AI agents invoke deep-research to trigger actions in Vectorize. What it does depends on the arguments the agent supplies, and its effects often reach beyond the immediate call — builds kicked off, notifications sent, workflows started.
The tool 'deep-research' generates deep research by running a configured pipeline. This implies executing a multi-step process on external infrastructure (Vectorize.io pipelines), which may involve querying external sources, processing data, and producing results. This goes beyond a simple read/query operation — it triggers an external pipeline execution.
From the tool's definition "Generate a deep research on the configured pipeline" — triggers a pipeline execution process
Attacks that exploit this kind of access
Generate a deep research on the configured pipeline. It is categorised as a Execute tool in the Vectorize MCP Server, which means it can trigger actions or run processes. Use rate limits and argument validation.
Register the Vectorize MCP server in PolicyLayer and add a rule for deep-research: allow, deny, rate-limit, or require approval.
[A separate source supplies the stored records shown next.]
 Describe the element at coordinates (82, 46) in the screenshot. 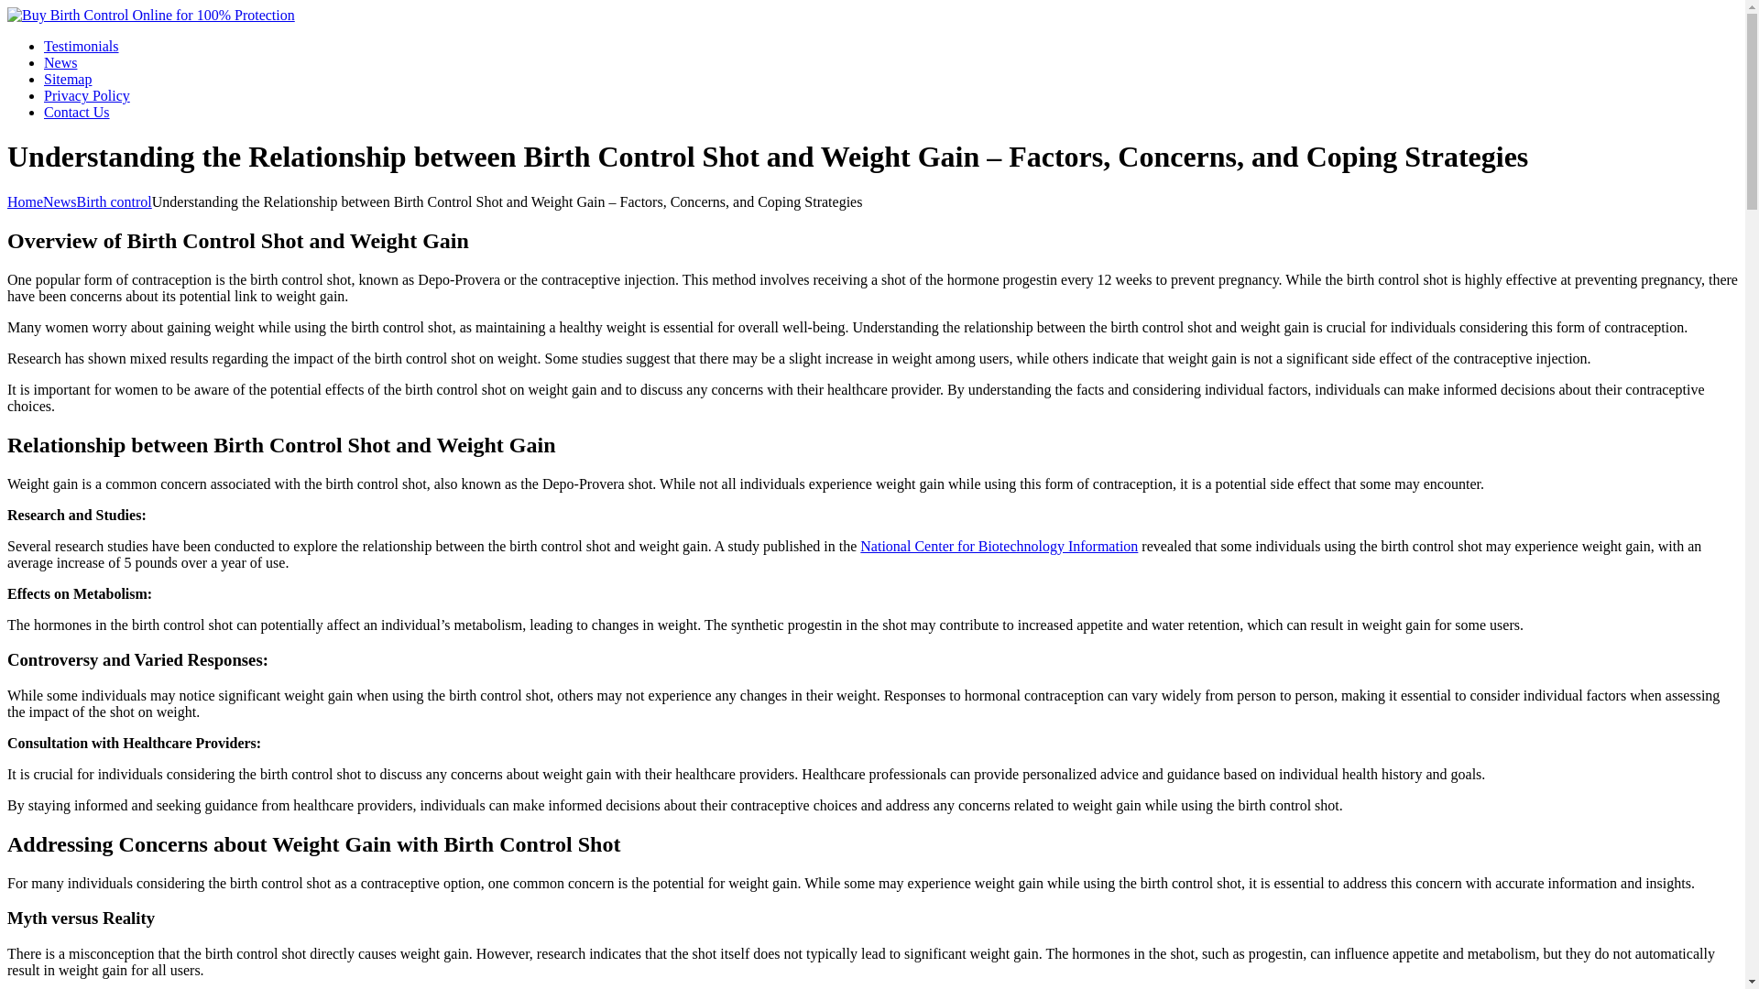

I see `Testimonials` at that location.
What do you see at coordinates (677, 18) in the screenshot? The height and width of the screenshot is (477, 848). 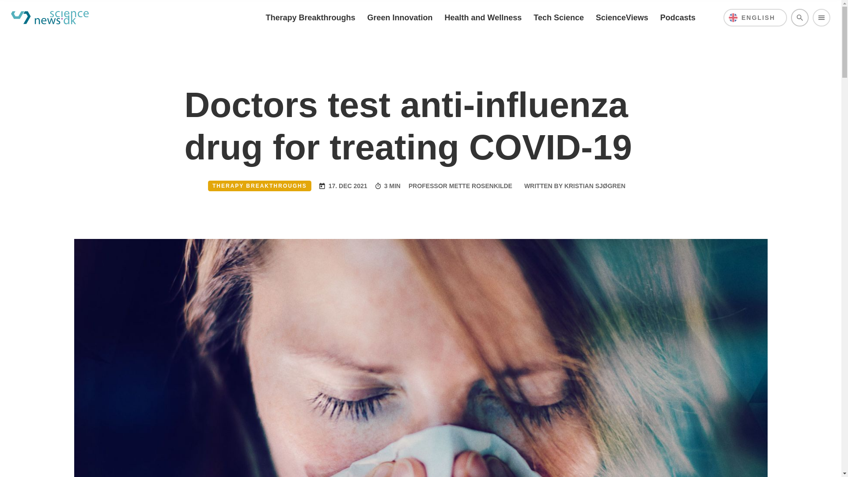 I see `Podcasts` at bounding box center [677, 18].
Point your MCP client at the PolicyLayer proxy URL and the rule is enforced on every call, before it reaches Vectorize. Nothing to install.
deep-research is a Execute tool with high risk. Execute tools should be rate-limited and have argument validation enabled.
Yes. Add a rate_limit block to the deep-research rule in your PolicyLayer policy. For example, setting max: 10 and window: 60 limits the tool to 10 calls per minute. Rate limits are tracked per agent session and reset automatically.
Set action: deny in the PolicyLayer policy for deep-research. The AI agent will receive a policy violation error and cannot call the tool. You can also include a reason field to explain why the tool is blocked.